I am not authoritative on these kinds of lockless accesses, but it looks
like we can satisfy those memory barrier requirements in the places we
need to.
Here is my analysis:
Process A (process that clears a VM bit for a data page):
1. Acquires exclusive lock on data buffer
2. Acquires exclusive lock on VM buffer
3. clears VM bit
4. Releases VM buffer lock
5. Releases data buffer lock
Process B (process that tests the VM bit for the same data page):
1. Acquires shared lock (if it's a scan doing a visibility test) or an
exclusive lock (if it's an I/U/D that wants to know whether to clear the
bit or not) on the data buffer.
2. Tests bit using an already-pinned VM buffer.

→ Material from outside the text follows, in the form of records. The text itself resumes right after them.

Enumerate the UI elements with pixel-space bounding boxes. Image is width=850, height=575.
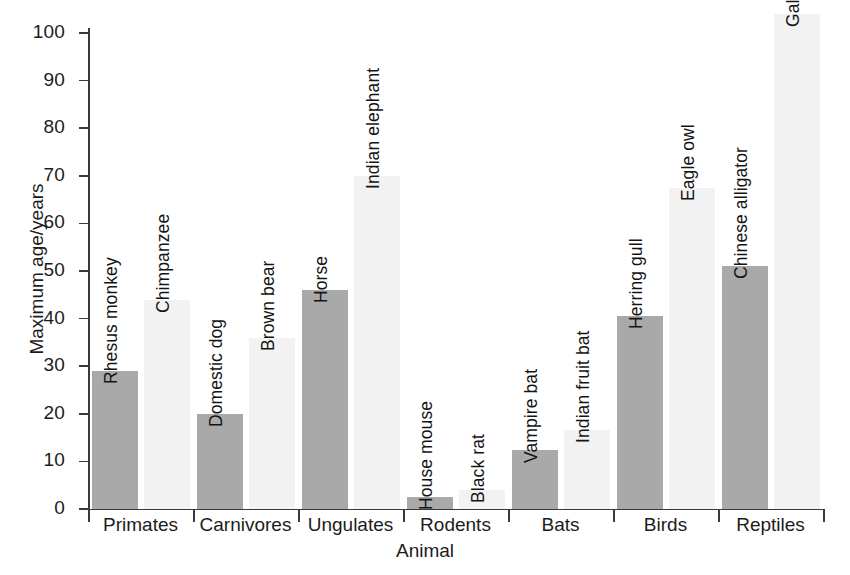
y-axis-tick-label: 0	[5, 497, 65, 519]
y-axis-tick	[79, 223, 88, 225]
category-label: Rodents	[403, 514, 508, 536]
bars-layer: Rhesus monkeyChimpanzeeDomestic dogBrown…	[88, 33, 823, 509]
bar-label: Black rat	[468, 434, 489, 503]
bar-chart: 0102030405060708090100 Rhesus monkeyChim…	[0, 0, 850, 575]
category-label: Bats	[508, 514, 613, 536]
category-label: Ungulates	[298, 514, 403, 536]
bar	[302, 290, 348, 509]
bar	[92, 371, 138, 509]
y-axis-tick	[79, 413, 88, 415]
category-separator-tick	[508, 509, 510, 522]
category-separator-tick	[403, 509, 405, 522]
category-separator-tick	[823, 509, 825, 522]
category-separator-tick	[613, 509, 615, 522]
bar-label: Indian elephant	[363, 68, 384, 189]
bar	[774, 14, 820, 509]
bar-label: Vampire bat	[521, 368, 542, 462]
y-axis-title: Maximum age/years	[26, 69, 48, 469]
category-separator-tick	[88, 509, 90, 522]
bar-label: Indian fruit bat	[573, 331, 594, 444]
bar-label: Brown bear	[258, 260, 279, 351]
y-axis-tick	[79, 318, 88, 320]
bar-label: Eagle owl	[678, 124, 699, 201]
category-label: Birds	[613, 514, 718, 536]
y-axis-tick	[79, 175, 88, 177]
y-axis-tick	[79, 461, 88, 463]
bar-label: Galapagos tortoise	[783, 0, 804, 27]
category-label: Carnivores	[193, 514, 298, 536]
bar	[617, 316, 663, 509]
y-axis-tick	[79, 365, 88, 367]
bar	[197, 414, 243, 509]
bar-label: Chimpanzee	[153, 213, 174, 312]
bar-label: Herring gull	[626, 239, 647, 330]
bar	[249, 338, 295, 509]
y-axis-tick	[79, 270, 88, 272]
bar	[354, 176, 400, 509]
bar	[722, 266, 768, 509]
category-label: Primates	[88, 514, 193, 536]
bar-label: Domestic dog	[206, 319, 227, 427]
category-label: Reptiles	[718, 514, 823, 536]
bar-label: House mouse	[416, 401, 437, 510]
y-axis-tick-label: 100	[5, 21, 65, 43]
y-axis-tick	[79, 127, 88, 129]
bar-label: Rhesus monkey	[101, 257, 122, 384]
y-axis-tick	[79, 32, 88, 34]
category-separator-tick	[193, 509, 195, 522]
y-axis-tick	[79, 508, 88, 510]
x-axis-title: Animal	[0, 540, 850, 562]
bar	[144, 300, 190, 509]
bar	[669, 188, 715, 509]
bar-label: Chinese alligator	[731, 147, 752, 279]
category-separator-tick	[298, 509, 300, 522]
y-axis-tick	[79, 80, 88, 82]
bar-label: Horse	[311, 256, 332, 303]
category-separator-tick	[718, 509, 720, 522]
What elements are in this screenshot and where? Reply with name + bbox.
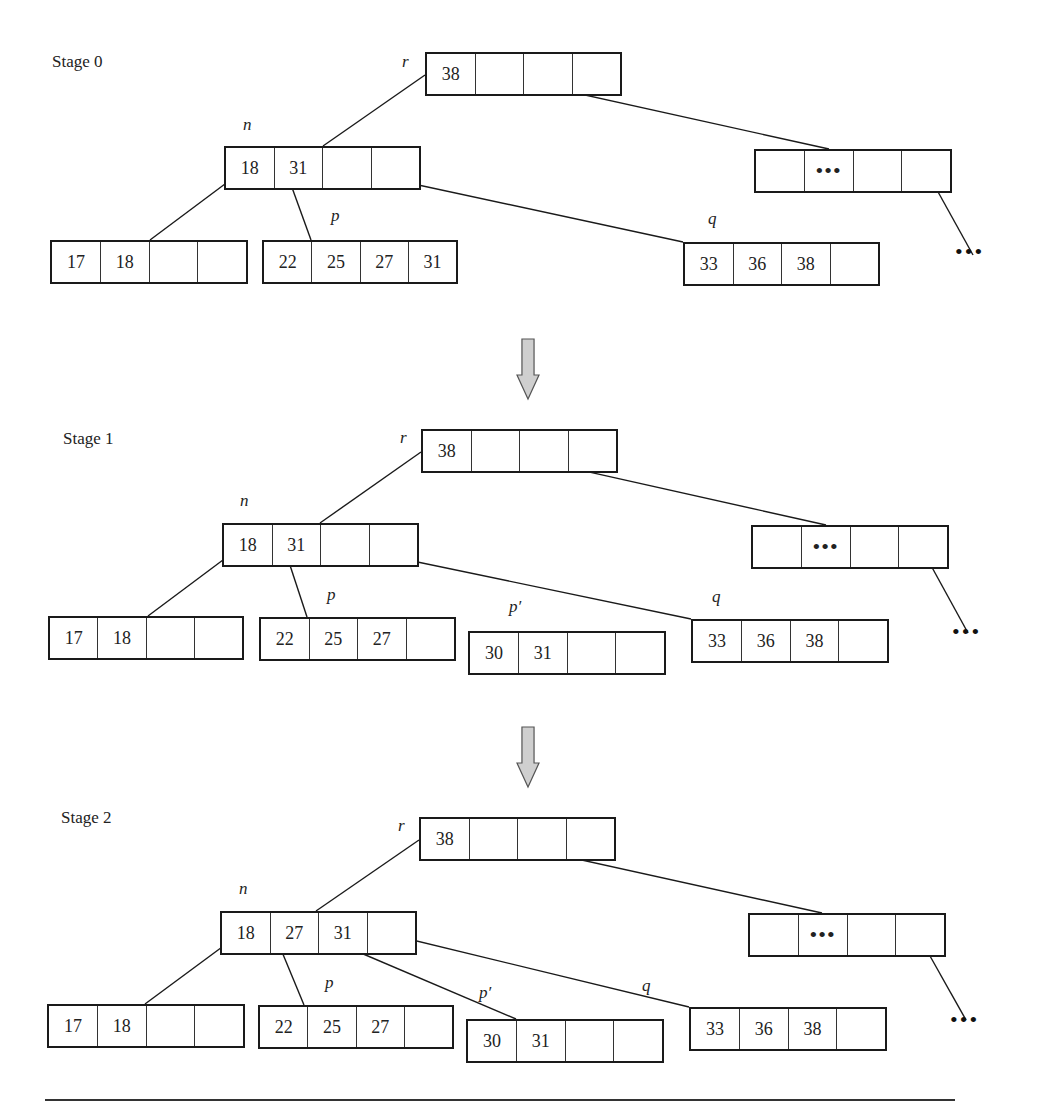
node-key-cell bbox=[614, 1021, 662, 1061]
pointer-line bbox=[320, 452, 421, 523]
btree-insertion-diagram: Stage 038r1831n•••171822252731p333638q••… bbox=[0, 0, 1057, 1117]
node-key-cell bbox=[368, 913, 416, 953]
node-label-n: n bbox=[240, 491, 249, 511]
tree-node-n: 1831 bbox=[222, 523, 419, 567]
node-key-cell bbox=[750, 915, 799, 955]
node-key-cell bbox=[476, 54, 525, 94]
tree-node-p: 222527 bbox=[259, 617, 456, 661]
node-key-cell bbox=[518, 819, 567, 859]
down-arrow-icon bbox=[517, 339, 539, 399]
node-key-cell bbox=[323, 148, 372, 188]
node-key-cell bbox=[321, 525, 370, 565]
node-key-cell bbox=[896, 915, 944, 955]
node-label-r: r bbox=[398, 816, 405, 836]
node-key-cell: 31 bbox=[273, 525, 322, 565]
node-key-cell: 18 bbox=[226, 148, 275, 188]
tree-node-right: ••• bbox=[748, 913, 946, 957]
node-key-cell: 25 bbox=[312, 242, 360, 282]
node-key-cell bbox=[848, 915, 897, 955]
node-key-cell: 31 bbox=[319, 913, 368, 953]
node-label-p_prime: p′ bbox=[479, 983, 491, 1003]
node-key-cell bbox=[147, 618, 195, 658]
node-key-cell: 25 bbox=[308, 1007, 356, 1047]
node-key-cell: 27 bbox=[271, 913, 320, 953]
node-key-cell bbox=[568, 633, 617, 673]
node-key-cell: 30 bbox=[468, 1021, 517, 1061]
tree-node-leaf1: 1718 bbox=[50, 240, 248, 284]
node-key-cell: 36 bbox=[734, 244, 783, 284]
stage-label: Stage 0 bbox=[52, 52, 103, 72]
bottom-divider bbox=[45, 1099, 955, 1101]
node-label-q: q bbox=[642, 976, 651, 996]
node-key-cell: 18 bbox=[224, 525, 273, 565]
node-key-cell: 25 bbox=[310, 619, 359, 659]
node-key-cell bbox=[520, 431, 569, 471]
node-key-cell: 31 bbox=[275, 148, 324, 188]
node-key-cell: 38 bbox=[789, 1009, 838, 1049]
node-key-cell bbox=[472, 431, 521, 471]
node-key-cell bbox=[372, 148, 420, 188]
tree-node-n: 1831 bbox=[224, 146, 421, 190]
node-key-cell: 31 bbox=[409, 242, 456, 282]
node-key-cell: 38 bbox=[423, 431, 472, 471]
node-key-cell: 22 bbox=[261, 619, 310, 659]
node-label-q: q bbox=[708, 209, 717, 229]
node-key-cell: 17 bbox=[49, 1006, 98, 1046]
node-key-cell bbox=[902, 151, 950, 191]
node-key-cell: 33 bbox=[691, 1009, 740, 1049]
tree-node-q: 333638 bbox=[683, 242, 880, 286]
tree-node-r: 38 bbox=[419, 817, 616, 861]
pointer-line bbox=[323, 75, 425, 146]
node-key-cell: 17 bbox=[52, 242, 101, 282]
node-key-cell: 33 bbox=[685, 244, 734, 284]
tree-node-p: 22252731 bbox=[262, 240, 458, 284]
node-key-cell: ••• bbox=[802, 527, 851, 567]
node-key-cell bbox=[566, 1021, 615, 1061]
node-label-p: p bbox=[327, 585, 336, 605]
node-key-cell bbox=[831, 244, 879, 284]
node-key-cell bbox=[470, 819, 519, 859]
node-label-p: p bbox=[331, 206, 340, 226]
ellipsis-icon: ••• bbox=[955, 239, 984, 265]
node-key-cell: 22 bbox=[260, 1007, 308, 1047]
node-key-cell: 22 bbox=[264, 242, 312, 282]
tree-node-right: ••• bbox=[754, 149, 952, 193]
node-key-cell bbox=[195, 1006, 243, 1046]
node-key-cell: 27 bbox=[358, 619, 407, 659]
node-key-cell bbox=[407, 619, 455, 659]
node-key-cell bbox=[753, 527, 802, 567]
node-key-cell bbox=[147, 1006, 196, 1046]
node-label-r: r bbox=[402, 52, 409, 72]
tree-node-p_prime: 3031 bbox=[468, 631, 666, 675]
node-key-cell: 17 bbox=[50, 618, 98, 658]
node-key-cell: 31 bbox=[519, 633, 568, 673]
tree-node-n: 182731 bbox=[220, 911, 417, 955]
tree-node-q: 333638 bbox=[689, 1007, 887, 1051]
node-key-cell: 27 bbox=[361, 242, 409, 282]
node-key-cell: 36 bbox=[742, 621, 791, 661]
tree-node-p_prime: 3031 bbox=[466, 1019, 664, 1063]
tree-node-r: 38 bbox=[421, 429, 618, 473]
node-key-cell: 27 bbox=[357, 1007, 405, 1047]
node-key-cell bbox=[195, 618, 242, 658]
stage-label: Stage 2 bbox=[61, 808, 112, 828]
node-key-cell bbox=[837, 1009, 885, 1049]
node-key-cell: 18 bbox=[222, 913, 271, 953]
ellipsis-icon: ••• bbox=[950, 1007, 979, 1033]
node-key-cell: 31 bbox=[517, 1021, 566, 1061]
tree-node-r: 38 bbox=[425, 52, 622, 96]
pointer-line bbox=[316, 840, 419, 911]
tree-node-leaf1: 1718 bbox=[47, 1004, 245, 1048]
node-key-cell bbox=[851, 527, 900, 567]
down-arrow-icon bbox=[517, 727, 539, 787]
node-label-n: n bbox=[243, 115, 252, 135]
node-label-q: q bbox=[712, 587, 721, 607]
node-label-n: n bbox=[239, 879, 248, 899]
node-key-cell: 33 bbox=[693, 621, 742, 661]
node-key-cell: 38 bbox=[782, 244, 831, 284]
node-label-r: r bbox=[400, 428, 407, 448]
node-key-cell: ••• bbox=[799, 915, 848, 955]
node-key-cell bbox=[524, 54, 573, 94]
node-key-cell: 38 bbox=[427, 54, 476, 94]
node-key-cell bbox=[616, 633, 664, 673]
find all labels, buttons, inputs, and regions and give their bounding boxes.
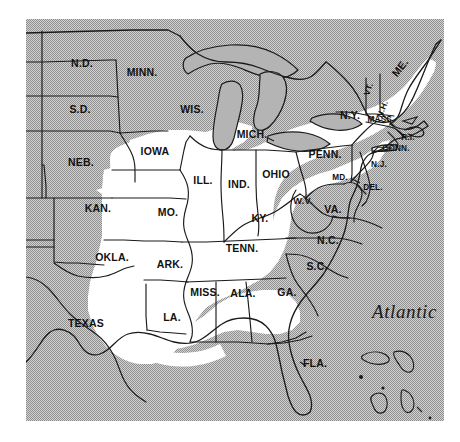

3. Releases data buffer lock.
Process A and B must be serialized, because A takes an exclusive lock on
the data buffer and B takes at least a shared lock on the data buffer.
The only dangerous case is when A happens right before B. So, the
question is: are there enough memory barriers between A-3 and B-2? And I
think the answer is yes. A-4 should act as a write barrier after
clearing the bit, and B-1 should act as a read barrier before reading
the bit.
Let me know if there is a flaw with this analysis.
If not, then I still agree with you that it's not as cheap as testing
PD_ALL_VISIBLE, but I am skeptical that memory-ordering constraints
we're imposing on the CPU are expensive enough to matter in these cases.
If you have a test case in mind that might exercise this, then I will
try to run it (although my workstation is only 4 cores, and the most I
can probably get access to is 16 cores).